If you thought the supercharged V10 we talked about in September was cool; modeler mayhugh1 did a quarter scale V12 Merlin engine, based on some castings he was able to acquire. The castings are gorgeous and the engine improved them.
The Merlin was the engine used in Brtain's famed WWII Spitfire fighters and then adopted into the US' P-51 Mustang.
Full build thread here. It's 84 pages, following the build from February of 2015 through November of '17, and this start up video is on page 80, dated August 28 of '17.
As for my next project, it's not that cool, but it's a step along the way. I'm building a fire eater engine from the book The Shop Wisdom of Philip Duclos. No castings will be involved, just pieces of metal bar stock. There are a few videos of them in action; here's a short one.

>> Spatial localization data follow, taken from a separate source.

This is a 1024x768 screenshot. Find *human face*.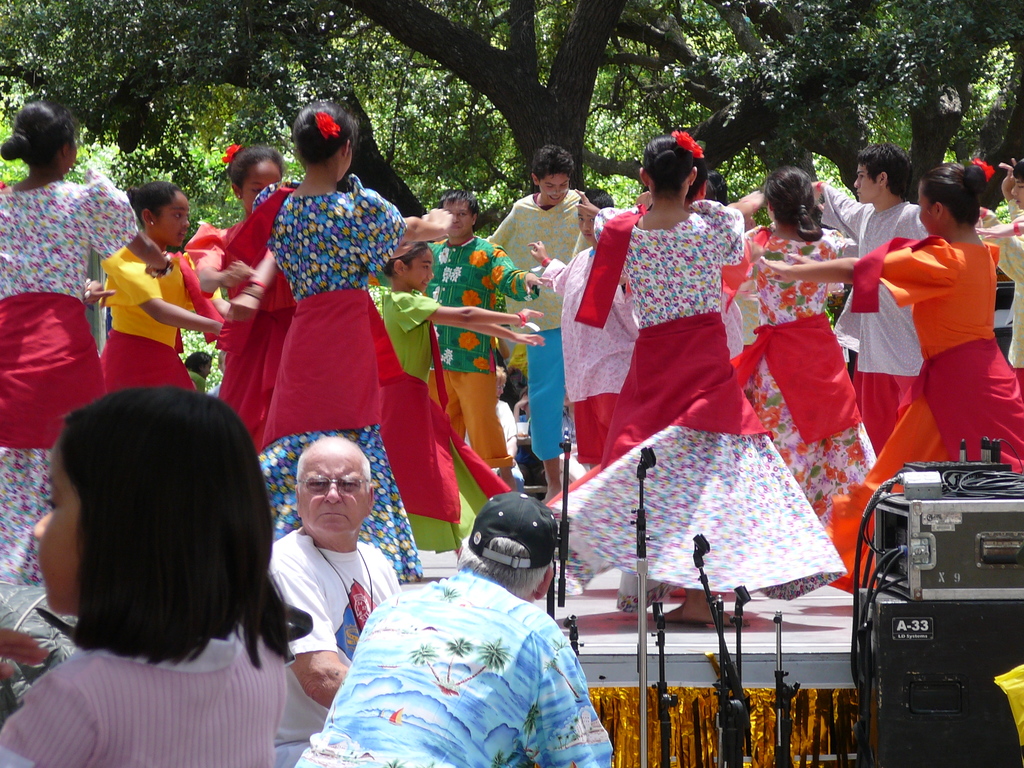
Bounding box: (x1=850, y1=154, x2=884, y2=207).
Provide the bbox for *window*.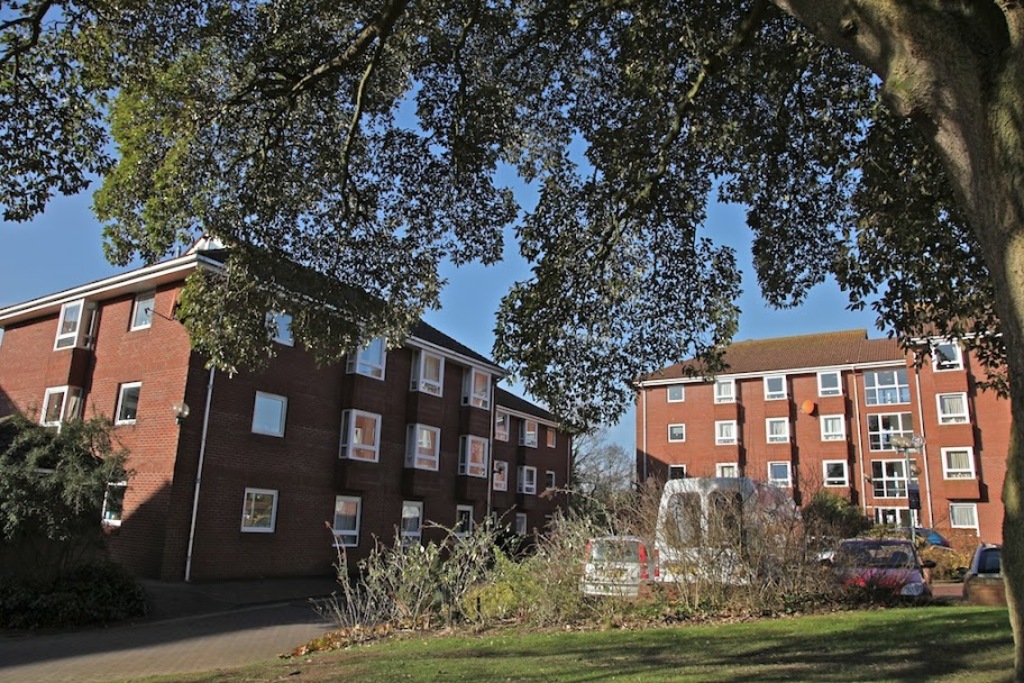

These are known as atmospheric engines, vacuum engines, flame eaters, flame lickers, and I'm sure there are names I don't know. I like to call them external combustion engines because of the little alcohol lamp outside the cylinder that powers them. To start it, we flip the flywheel, and as the piston starts to move out of the cylinder, the engine sucks in the flame. Expanding hot air helps push the piston away and a flap covers the input port keeping air from rushing in. The air in the cylinder rapidly cools as it pushes the piston out and after the flywheel finishes that half rotation, the atmospheric pressure outside the cylinder forces the piston back toward the top of the cylinder (the reason they're called atmospheric engines), when the flap opens and allows the flame to be sucked in again.
Some of the videos feature someone trying to get the engine to run reliably for a couple of minutes, and I can imagine the inventors thinking, "if only we could get that combustion inside the engine, maybe we could get it to run more reliably. Some kind of internal combustion..." One of the model makers' websites says the first patent on one of these engines was granted to a Henry Wood in 1758. That predates the Otto engine by a hundred years, which is generally called the first four stroke, internal combustion engine.
Are these engines also Stirling engines, or is there a difference?
ReplyDeleteThe Stirling cycle is different than a flame eater engine. Stirling engines have two pistons, sometime with the pistons in different cylinders, and atmospheric pressure doesn't move them. Animated Engines probably has the best explanation of Stirling cycle engines.
DeleteThat Merlin was really a labor of love - gorgeous.
ReplyDeleteThe site is now bookmarked and I will be spending some time reading about the Merlin build.
ReplyDeleteJay Leno did about 20 minutes on the full size Merlin.
https://www.youtube.com/watch?v=GYcKdK7hmEo&t=682s
Looking forward to your fire eater project.
Next, I want to see a quarter-scale Merlin put into a 1/4-scale P-51.
ReplyDeleteBonus points if they have a manufacturer gin up some Class III .125 cal. MGs in the wing roots, even if they can only fire blanks.